An effort to return the site of the annual Hill Cumorah pageant to its natural state is almost complete.
The site in the Manchester-Palmyra area was the location for a major festival for the Church of Jesus Christ of Latter-day Saints for more than 80 years. Thousands of people flocked to that event, and several hundred individuals took part in the pageant, which included the re-enactment of scenes from the Book of Mormon.
But in 2018, it was announced that event would be wrapping up, as organizers took into account the commitment the event required, and the evolving focus of the Mormon Church.
There has been a two-year process to return the site of the pageant to a more natural state, including the planting of thousands of tree seeds last Friday, with the help of more than 50 volunteer missionaries.
The church’s Historic Sites Manager, Ben Pykles noted that almost a century ago, Mormon missionaries planted about 70,000 tree saplings, but a lot of those trees were cut down over the last 80 years as that pageant grew larger.
“And so with the discontinuation of the pageant, we’re now using missionaries again to come and scatter thousands of tree seeds on the hill and those will grow up into the next generation of hardwood, old growth forest on the Hill Cumorah,” said Pykles.
Pykles said there has also been an effort to remove about two dozen pageant-related buildings at that location.
“So all those buildings have been removed, hundreds of thousands of feet of asphalt parking lot and pavement and trails have been removed and a new network of trails has been established that allows visitors to experience the hill in a reverential contemplative manner, much like Joseph Smith would have experienced it in the 1820s,” Pykles said.
The Hill Cumorah location is an important part of the Mormon Church’s history. Members of that faith believe an angel appeared to church founder Joseph Smith on that site.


WORK REQUEST
Pictures do not belong in the copy, so please give every entry below again exactly.

PROVIDED INFORMATION
____________

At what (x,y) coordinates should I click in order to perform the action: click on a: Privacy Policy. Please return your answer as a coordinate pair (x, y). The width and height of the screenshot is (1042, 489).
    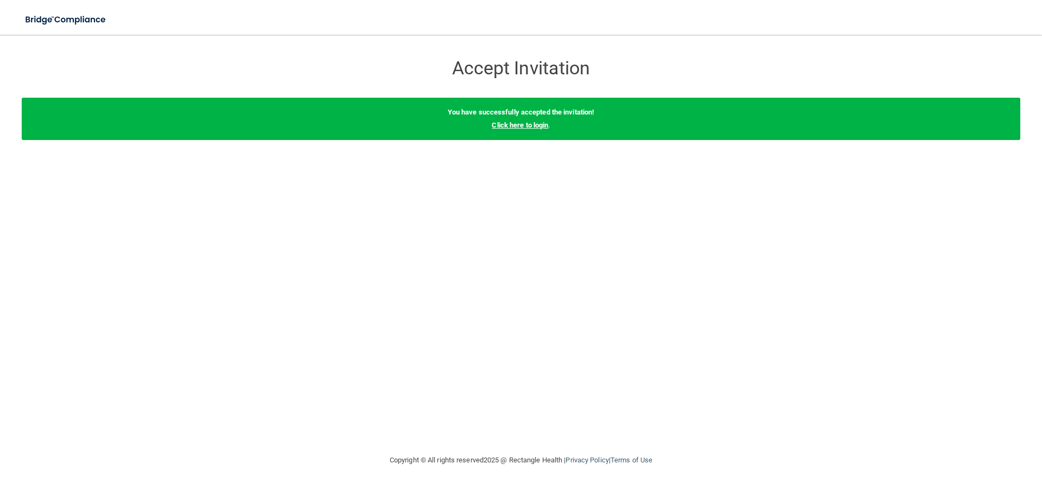
    Looking at the image, I should click on (586, 459).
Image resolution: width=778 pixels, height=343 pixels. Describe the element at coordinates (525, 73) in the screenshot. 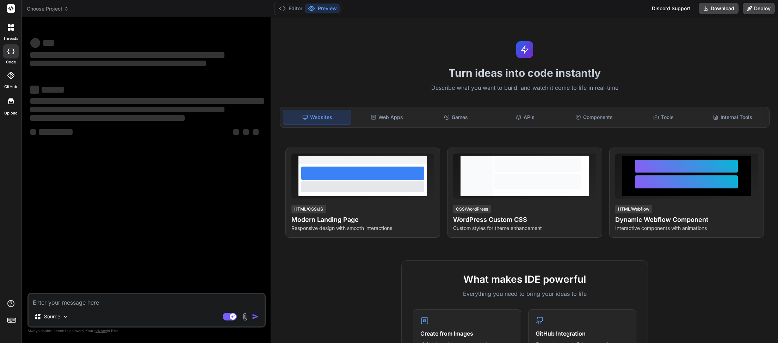

I see `h1: Turn ideas into code instantly` at that location.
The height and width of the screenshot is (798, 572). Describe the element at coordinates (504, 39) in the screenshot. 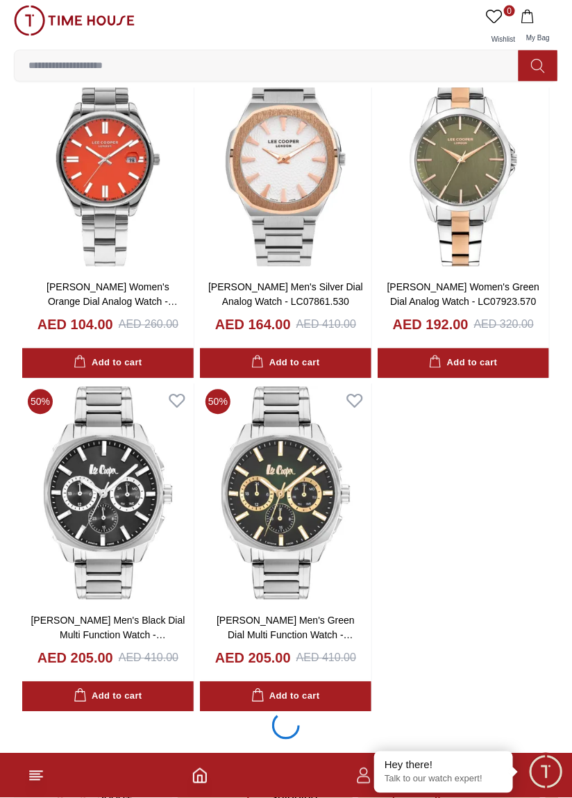

I see `span: Wishlist` at that location.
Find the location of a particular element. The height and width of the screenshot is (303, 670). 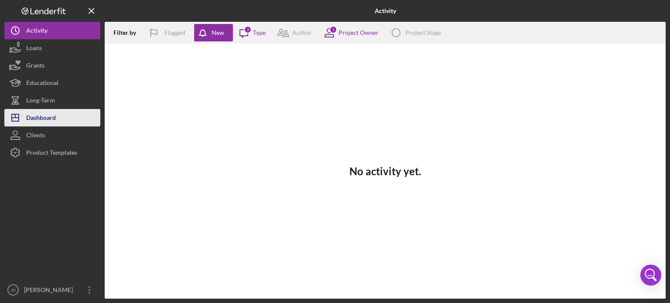

div: Educational is located at coordinates (42, 84).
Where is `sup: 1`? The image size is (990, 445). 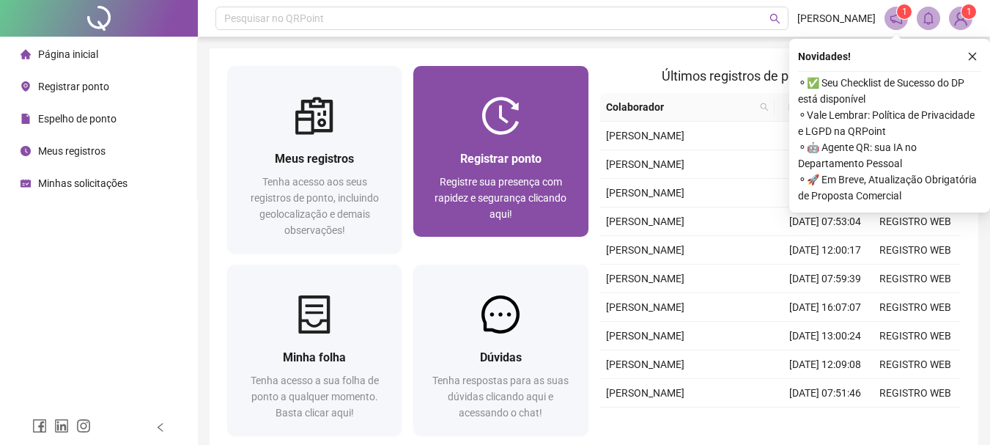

____________

EXPECTED OUTPUT
At what (x,y) coordinates should I click in order to perform the action: click on a: Privacy Policy. Please return your answer as a coordinate pair (x, y). The width and height of the screenshot is (1042, 489).
    Looking at the image, I should click on (586, 459).
Image resolution: width=778 pixels, height=343 pixels. Describe the element at coordinates (525, 73) in the screenshot. 

I see `h1: Turn ideas into code instantly` at that location.
The height and width of the screenshot is (798, 572). Describe the element at coordinates (504, 39) in the screenshot. 

I see `span: Wishlist` at that location.
Find the location of a particular element. The height and width of the screenshot is (303, 670). 

div: Educational is located at coordinates (42, 84).
Where is `sup: 1`? The image size is (990, 445). 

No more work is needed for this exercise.